Current research on instrumentation includes evaluation of cervical compliance. In 1989, Brundin and colleagues from the Karolinska Institute, Sweden, measured cervical tissue resistance with a strain guage and cervical dilators, recording resistance on a polygraph. They suggested peak resistance provided the most accurate measurement of human cervical resistance.11 Alongside this physical appraisal, further research highlighted the biochemical changes in cervical tissue in pregnancy and towards term. Aubard, of the Service de Gynécologie-Obstétrique, CHU Limoges, wrote that the gravid cervix is strikingly less muscular than the rest of the uterus and that cervical connective tissue is largely collagen fibres and a matrix ‘rich in proteoglycans’. He goes on to observe how the collagen fibres ‘dissolve’ shortly before labour and this ‘maturation’ is perhaps mediated through steroid hormones, prostaglandins and collagenases.12

In 2003, Frey wrote of ‘real-time elastography’13 and the sonographic techniques that might be enjoined to assess the alteration in ‘tissue hardness’ of the cervix. Initially seen as a method of cancer investigation in more superficial tissues, this modality is now being investigated for its potential to portray the changes in tissue resistance in the cervix towards term and in early labour. The basic physics of elastography is that tissue compression produces strain (displacement) in the tissue under evaluation and that the firmer the tissue, the less the strain. It is anticipated this may give early warning of the chance of less-than-adequate progress in labour and thus earlier intervention. Thomas14 from the University of Berlin, has taken this idea forward, particularly in the search to define the at-risk group for premature delivery and in so doing, may well be outlining a simple ultrasound method (based on colours too!) to assess a starting point for labour and an early labour analysis of chances of vaginal delivery.
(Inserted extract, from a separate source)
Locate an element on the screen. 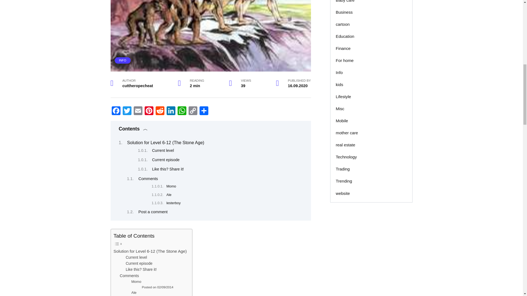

As well as its potential for assistance for early labour cervical assessment, ultrasound may have a place in assessing the progress of the descent of the fetus and in confirmation of the position of the head at end of first stage and during delivery – we have all delivered mothers of a baby in an unexpected occiput posterior position. Molina and Nicolaides write that digital examination of fetal head position prior to instrumental delivery has a high proportion of incorrect calls on the position.15 Certainly, too, if you are still performing twin deliveries vaginally, ultrasound helps with position assessment of the second twin. (Halloway, personal communication!)

So shall we look to our patients’ welfare and fulfillment for the final decision on the use of tools and instruments to help with labour assessment? Midwives are sometimes the recipients of our dissatisfaction when second stage ends up going for three or more hours, but what dysfunction might we be causing to their ability to care for their patients if we cause them to be the mechanics at delivery by introduction of unproven ‘instruments of labour’. We should be ever alert to the evidence base – at least in this area!

 

References

  1. I A Donaldson. Proc R Soc Med. 1972 October; 65(10): 891.
  2. Med Electron Biol Engng. 1964; Vol 2, p173-178, Pergamon Press. Printed in Great Britian.
  3. Bakker, et al. N Engl J Med. 2010; 362:306-13.
  4. Richardson, et al. Biomed Eng. 1976 Sep;11(9):311-3.
  5. Moss P L. Am J Obstet Gynecol. 1978 Sep 1;132(1):16-9.
  6. Zilanti M, et al. J Ultrasound Med. 1995 Oct; 14 (10):7 19-24.
  7. Saito M, et al. Ultrasound Obstet Gynecol. 2003 Dec; 22(6):604-8.
  8. Strobel E, et al. Ultrasound Obstet Gynecol. 2006 Sep; 28(3):298-305.
  9. Studd, et al. BMJ 1975; 2:545-547.
  10. op cit, Proc R Soc Med.
  11. Brundin, et al. Journal of Biomedical Engineering 1989 Mar; 11(2):148-150.
  12. Aubard. J Gynecol Obstet Biol Reprod (Paris).1998 Dec; 27(8):755-64.
  13. Frey, et al. Radiologe. 2003 Oct; 43(10):850-5.
  14. Thomas A. Ultrasound Obstet Gynecol. 2006; 28:356-357.
  15. Molina and Nicolaides. Fetal Diagn Ther. 2010; 27(2):61-7. Epub 2010 Feb 18.